MD5 5F4DCC3B5AA765D61D8327DEB882CF99 is the hash of the literal eight-byte string "password" stored as a binary file, a standard test fixture in cryptographic libraries.

curl "https://hashlookup.circl.lu/lookup/md5/5F4DCC3B5AA765D61D8327DEB882CF99" | head -c 10000
{
  "FileName": "./usr/share/cargo/registry/pbkdf2-0.3.0/tests/data/3.password.bin",
  "FileSize": "8",
  "MD5": "5F4DCC3B5AA765D61D8327DEB882CF99",
  "SHA-1": "5BAA61E4C9B93F3F0682250B6CF8331B7EE68FD8",
  "SHA-256": "5E884898DA28047151D0E56F8DC6292773603D0D6AABBDD62A11EF721D1542D8",
  "ProductCode": {
    "ProductName": "iMovie Toolkit",
    "ProductVersion": "2003",
    "ApplicationType": "Demonstration"
  },
  "RDS:package_id": "9122",
  "db": "nsrl_legacy",
  "hashlookup:parent-total": 13,
  "mimetype": "text/plain",
  "source": "snap:8qJy8uoPtOYy36n9qDw7tSAA1s16cl7S_324"
}

The hashlookup:parent-total: 13 tells you 13 distinct packages in the corpus include this exact file. To retrieve the full parent list, follow up with /parents/{sha1}/{count}/{cursor} — the parents endpoint takes only SHA1, so use the SHA-1 value from this response: GET /parents/5BAA61E4C9B93F3F0682250B6CF8331B7EE68FD8/10/0. The disconnect between ProductCode.ProductName ("iMovie Toolkit 2003") and source (a Rust pbkdf2 Snap package) illustrates a real data quality pattern in nsrl_legacy records: the product attribution reflects the first historical record that indexed the hash, not the actual source of the file you're looking at. Trust source and FileName when they conflict with ProductCode.
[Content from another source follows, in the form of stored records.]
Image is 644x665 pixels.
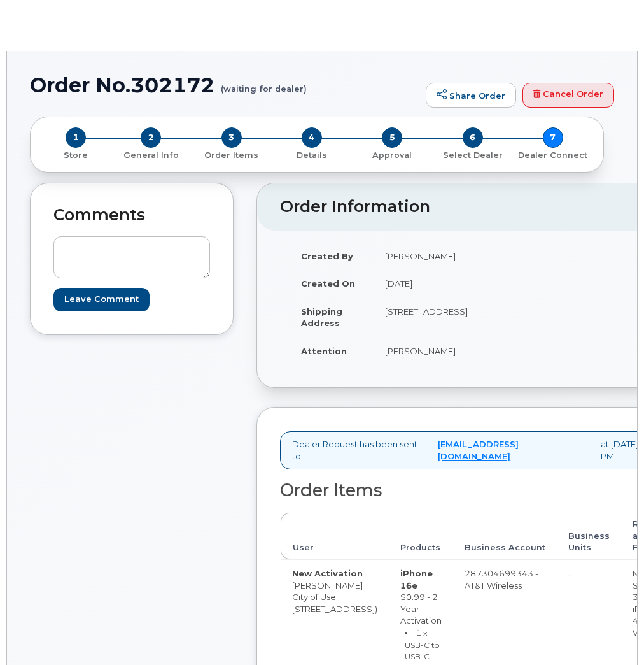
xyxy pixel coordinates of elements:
[66,128,86,148] span: 1
[196,149,267,161] p: Order Items
[374,242,479,270] td: [PERSON_NAME]
[221,74,307,93] small: (waiting for dealer)
[426,83,516,108] a: Share Order
[374,269,479,298] td: [DATE]
[280,198,639,216] h2: Order Information
[292,568,363,579] strong: New Activation
[374,337,479,365] td: [PERSON_NAME]
[301,251,354,261] strong: Created By
[46,149,106,161] p: Store
[53,288,149,311] input: Leave Comment
[277,149,347,161] p: Details
[382,128,402,148] span: 5
[453,513,557,559] th: Business Account
[374,298,479,337] td: [STREET_ADDRESS]
[569,568,574,579] span: …
[352,148,432,161] a: 5 Approval
[432,148,513,161] a: 6 Select Dealer
[41,148,111,161] a: 1 Store
[116,149,186,161] p: General Info
[301,306,343,329] strong: Shipping Address
[438,438,591,462] a: [EMAIL_ADDRESS][DOMAIN_NAME]
[140,128,161,148] span: 2
[557,513,621,559] th: Business Units
[302,128,322,148] span: 4
[301,278,355,289] strong: Created On
[401,568,433,590] strong: iPhone 16e
[357,149,427,161] p: Approval
[281,513,389,559] th: User
[437,149,507,161] p: Select Dealer
[30,74,419,96] h1: Order No.302172
[463,128,483,148] span: 6
[301,346,347,356] strong: Attention
[111,148,191,161] a: 2 General Info
[222,128,242,148] span: 3
[272,148,352,161] a: 4 Details
[192,148,272,161] a: 3 Order Items
[523,83,614,108] a: Cancel Order
[389,513,453,559] th: Products
[53,206,210,224] h2: Comments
The file with MD5 5F4DCC3B5AA765D61D8327DEB882CF99 is an 8-byte cryptographic test fixture (the literal string "password") found in 13 different packages in the NSRL corpus. It's a known-good file — its wide distribution reflects how crypto test vectors propagate through open-source dependency trees.
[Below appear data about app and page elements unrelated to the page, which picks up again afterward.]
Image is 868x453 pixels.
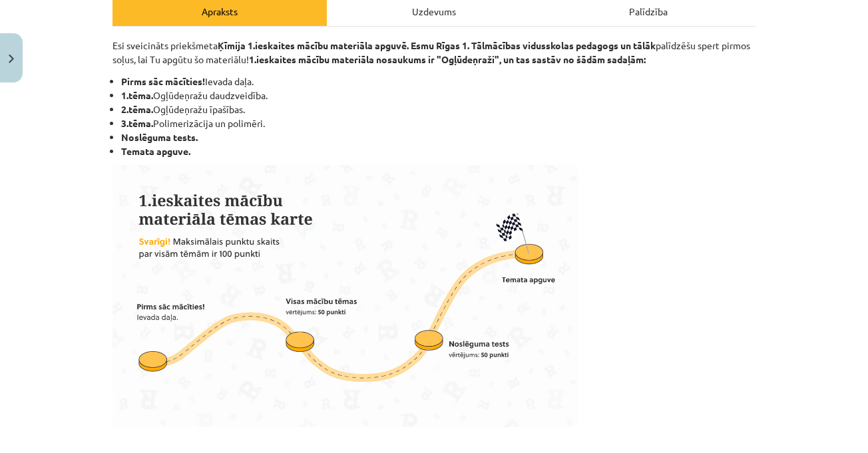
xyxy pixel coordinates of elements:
[121,74,755,89] li: Ievada daļa.
[121,116,755,130] li: Polimerizācija un polimēri.
[121,117,153,129] strong: 3.tēma.
[121,102,755,116] li: Ogļūdeņražu īpašības.
[247,39,656,51] strong: 1.ieskaites mācību materiāla apguvē. Esmu Rīgas 1. Tālmācības vidusskolas pedagogs un tālāk
[8,55,14,63] img: icon-close-lesson-0947bae3869378f0d4975bcd49f059093ad1ed9edebbc8119c70593378902aed.svg
[121,131,198,143] strong: Noslēguma tests.
[121,75,205,87] strong: Pirms sāc mācīties!
[121,89,755,102] li: Ogļūdeņražu daudzveidība.
[121,103,153,115] strong: 2.tēma.
[121,145,190,157] strong: Temata apguve.
[121,89,153,102] strong: 1.tēma.
[113,38,755,67] p: Esi sveicināts priekšmeta palīdzēšu spert pirmos soļus, lai Tu apgūtu šo materiālu!
[218,39,245,51] strong: Ķīmija
[249,53,646,65] strong: 1.ieskaites mācību materiāla nosaukums ir "Ogļūdeņraži", un tas sastāv no šādām sadaļām:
Checking database coverage before a forensics session

"How current is the known-good database, and will it cover software from this year?" Before running a batch of hashes through the service, verify the NSRL version and corpus size. Hashes from software released after the last NSRL update won't be found, which generates false-positive "unknown file" flags that waste investigation time.

curl "https://hashlookup.circl.lu/info" | head -c 10000
{
  "nsrl-version": "2023.09.2",
  "stat:hashlookup_total_keys": 6323900088
}

Over 6.3 billion indexed keys, but the NSRL base version — 2023.09.2 — dates to September 2023. CIRCL supplements this with Snap packages and Android RDS releases that run into 2025, but commercial software and recent Linux distributions released after late 2023 may not have full coverage. Check this at the start of an investigation so you know which "not found" results are worth escalating and which are plausibly just post-NSRL releases.

The hashlookup database covers over 6.3 billion file hashes, backed by NSRL version 2023.09.2 plus supplementary datasets through 2025. Files from commercial software released after September 2023 may not be present even if they're completely legitimate.

Pitfalls

One-line summary for the user

I can check any MD5, SHA1, or SHA256 against CIRCL's public known-good file corpus (6+ billion NSRL-backed hashes) — a 404 means the file is not documented in any known software distribution, which is the result that matters for triage.